In other words, even at the moment ‘I’ call out to Amida for help – a prayer known in Japanese as the nembutsu – I realize that at the deepest root of myself, my subjectivity, there is nothing other than Amida.

It was perhaps for this reason that Kosawa talked as much about ‘living’ psychoanalysis as he did ‘doing’ it: not just practicing a technique as a professional, but living in the light that psychoanalysis was shedding on his experience. For Kosawa, this way of living included engaging in a solo form of ‘free association’. This is the psychoanalytic technique whereby a client allows thoughts to come and go as they please, speaking them out loud, which the therapist then uses as a source of information about his or her client. As a solo undertaking, in Kosawa’s hands, this became almost a kind of mindfulness practice.

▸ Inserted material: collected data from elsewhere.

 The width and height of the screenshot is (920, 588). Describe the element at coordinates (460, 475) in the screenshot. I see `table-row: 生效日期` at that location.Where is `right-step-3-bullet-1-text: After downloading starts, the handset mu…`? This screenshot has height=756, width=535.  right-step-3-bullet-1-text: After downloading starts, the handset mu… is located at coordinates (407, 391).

As such, it was ahead of its times. Kosawa’s young students, in the 1950s, disliked much about his technique and his worldview. They worried – and perhaps they were right to do so – that what Kosawa insisted was a philosophical insight about our false sense of selfhood (jiriki) might really be more about a very conservative form of cultural politics, in which individualism was regarded as pathological. Having just come out of fifteen years of war (1931 – 1945) for which an ultra-conservative military elite bore much of the responsibility, and during which Japanese people had explicitly been encouraged to set their own desires and interests aside for the sake of something greater, Kosawa’s view of the world looked distinctly suspect.

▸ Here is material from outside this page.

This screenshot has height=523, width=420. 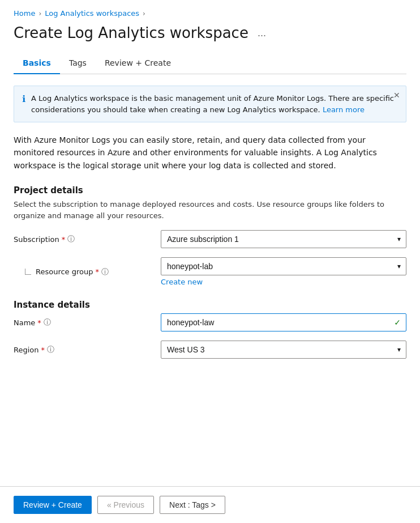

This is a problem with which contemporary spiritualities, not least mindfulness and the engaged Buddhism movement, must continue to wrestle. We might worry that forms of mindfulness that seem to do no more than contribute to one’s work efficiency, emotional stability, or general attractiveness as a person are superficial, missing something fundamental. But equally, ideas such as ‘going beyond ego’ or rejecting a ‘false self’ are open to abuse as rationalizations for subtle forms of personal or political complacency – a withdrawal from crises around the world, or at least a failure to meet them with a measure of those very things that many forms of spirituality tend to underrate: assertion, passion, anger, and a refusal to delegate to some ‘Other power’ work that can and should be done by ordinary puny old human beings.

Image: John Lodder

Bibliography

Dale, Peter N., The Myth of Japanese Uniqueness (London, 1986).

Freud, Sigmund, The Future of an Illusion, (London, 1928).

Harding, Christopher, ‘Japanese Psychoanalysis and Buddhism: the Making of a Relationship’, History of Psychiatry 25.2 (2014).

Safran, Jeremy, ed., Psychoanalysis and Buddhism: an Unfolding Dialogue (Boston, 2003).

Young-Eisendrath, Polly and Muramoto, Shoji, eds., Awakening and Insight: Zen Buddhism and Psychotherapy (Hove, 2002).